While you read this news item, your DNA is breaking and being repaired. That's because DNA-breaks happen all the time. Usually, cells can repair those breaks just fine. Many tumor cells, however, have malfunctioning repair mechanisms. Understanding how this repair works might give us clues about how to fight cancer. Eva Brinkman received the Antoni van Leeuwenhoek award 2018 for her valuable contribution to this field of work.
While studying how cells repair their DNA, researcher Eva Brinkman realized there was no quick and affordable tool for measuring how well DNA is repaired in an experiment. Brinkman: "To study repair you first have to break the DNA. We used the upcoming technique called CRISPR/Cas9 to do this. This uses a protein that can be programmed to cut the DNA at a specific location. The cells then repair their DNA, often leaving a scar. This is what we want to measure. You could read the sequence of the complete DNA to find this scar but that's expensive and time consuming."
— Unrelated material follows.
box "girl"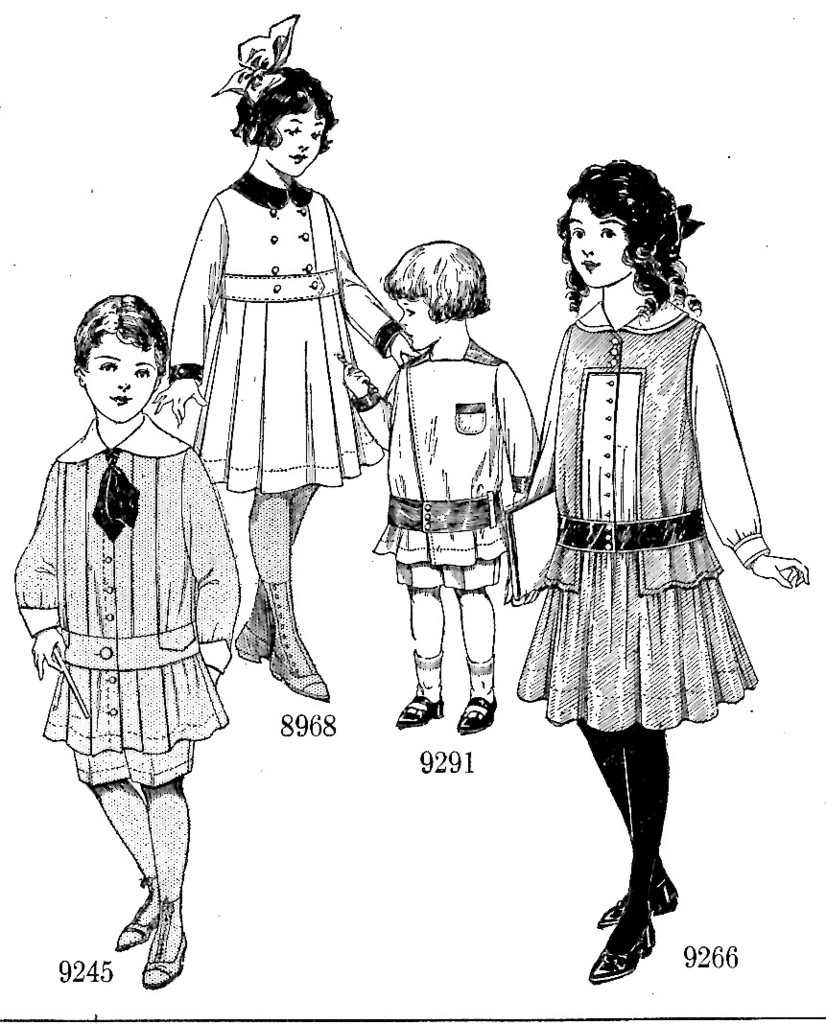
{"x1": 160, "y1": 23, "x2": 412, "y2": 699}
So she came up with a smart way to measure this. She learned how to program and she developed a web tool called TIDE, together with her colleague Tao Chen at the Bas van Steensel lab. This turned out to be a huge success: in the first year there were more than 10.000 users worldwide. "A lot of people were using CRISPR", Brinkman explains. "All of a sudden, they had a way to see whether their experiments worked or not - within a week." Last year the Netherlands Cancer Institute licensed the tool to the company Desktop Genetics. "With this tool we discovered that cells use different mechanisms for repairing their broken DNA, each having its own speed and efficiency."
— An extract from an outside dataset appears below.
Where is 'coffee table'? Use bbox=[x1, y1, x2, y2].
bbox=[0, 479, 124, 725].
"Eva is very creative", says group leader Bas van Steensel. "It is very impressive how she combines high quality wet-lab work with the writing of computer code that is being used by thousands of other scientists." Aside from her PhD research, Brinkman also founded the company Science Matters, dedicated to science communication.
The Netherlands Cancer Institute awards the Antoni van Leeuwenhoek award to the young scientist that has proved to be the most talented in the previous year. The prize money is 6000 euros, which will go towards new research. Eva Brinkman will defend her PhD thesis on April 17 at Erasmus MC. In February she'll be starting her postdoc research at the SciLifeLab in Sweden.